Unable to win that war either, Sparta again turned to Persia to enforce a peace, called the “King’s Peace,” which sold yet more Greek city-states to the Persian king in exchange for making Sparta into Persia’s local enforcer in Greece, tasked with preventing the emergence of larger Greek alliances that could challenge Persia. Far from being the defender of Greek independence, when given the chance the Spartans opened not only the windows but also the doors to Persian rule. They also refused to join in Alexander the Great’s expedition against Persia, for which Alexander mocked them by dedicating the spoils of his first victories “from all of the Greeks, except the Spartans.”

Instead of a society of freedom-defending super-warriors, Sparta is better understood as a place where the wealthiest class of landholder, the Spartans themselves, had succeeded in reducing the great majority of their poor compatriots to slavery and excluded the rest, called the perioikoi, from political participation or citizenship. The tiny minority of Spartan citizens derived their entire income from the labor of slaves, being legally barred from doing any productive work or engaging in commerce.

And rather than spending their time in ascetic military training, they spent their ample leisure time doing the full suite of expensive, aristocratic Greek pastimes: hunting (a pastime for the wealthy rather than a means of subsistence in the ancient world), eating amply, accumulating money, funding Olympic teams, breeding horses, and so on. Greek authors such as Xenophon and Plutarch continually insist that the golden age of Spartan austerity and egalitarianism existed in the distant past, but each author pushes that golden age further and further into that past, and in any event, archaeology tells us it was never so.

And that lavish lifestyle was clearly very important to the Spartans because they were willing to sacrifice all of their other ambitions on the altar to it. Beginning in the early 400s, the population of Spartan citizens, defined by being rich enough in land to make the mess contributions that were a key part of military and social lfie, began to decline as Spartan families used inheritance and marriage to consolidate holdings and increase their wealth, from 8,000 Spartan citizens in 480 B.C. to 3,500 in 418 to 2,500 in 394 to just 1,500 in 371. The collapse in the number of Spartans who qualified for citizenship had disastrous effects on the manpower available for the Spartan army, causing Sparta’s strategic ambitions to all crumble, one by one.
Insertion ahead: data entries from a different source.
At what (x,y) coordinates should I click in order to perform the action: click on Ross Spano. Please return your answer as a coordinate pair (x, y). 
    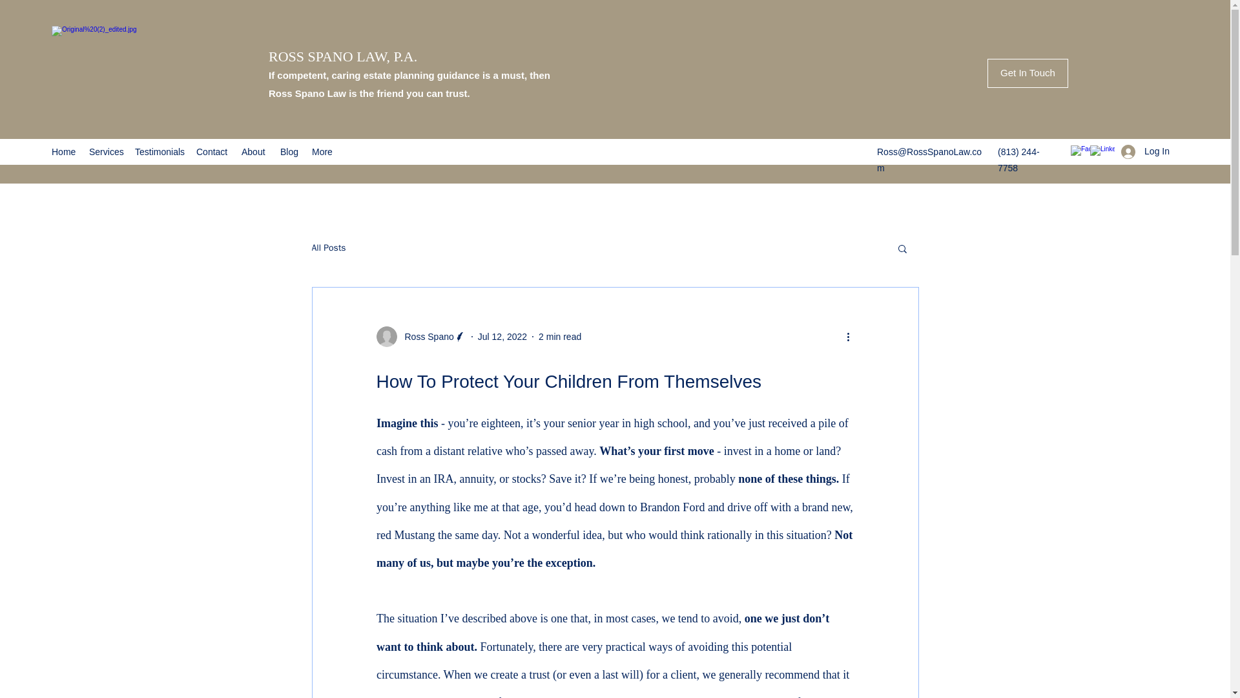
    Looking at the image, I should click on (421, 336).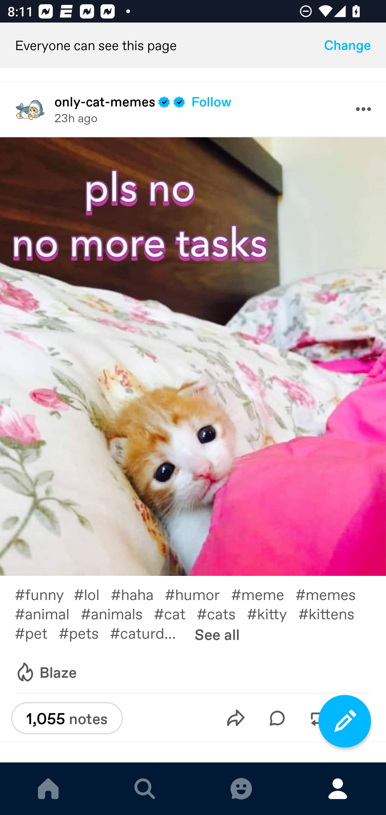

Yet efforts by Agis IV (245-241 B.C.) and Cleomenes III (235-222 B.C.) to arrest the decline were foiled precisely because the Spartan political system denied any political voice to any but the leisured rich, who had little incentive to change.

Sparta is no inspiration for the leaders of a free state. Sparta was a prison in the guise of a state and added little to the sum of the human experience except suffering. No American, much less any U.S. soldier, should aspire to be like a Spartan.

Bret Devereaux is a historian specializing in the Roman economy and military.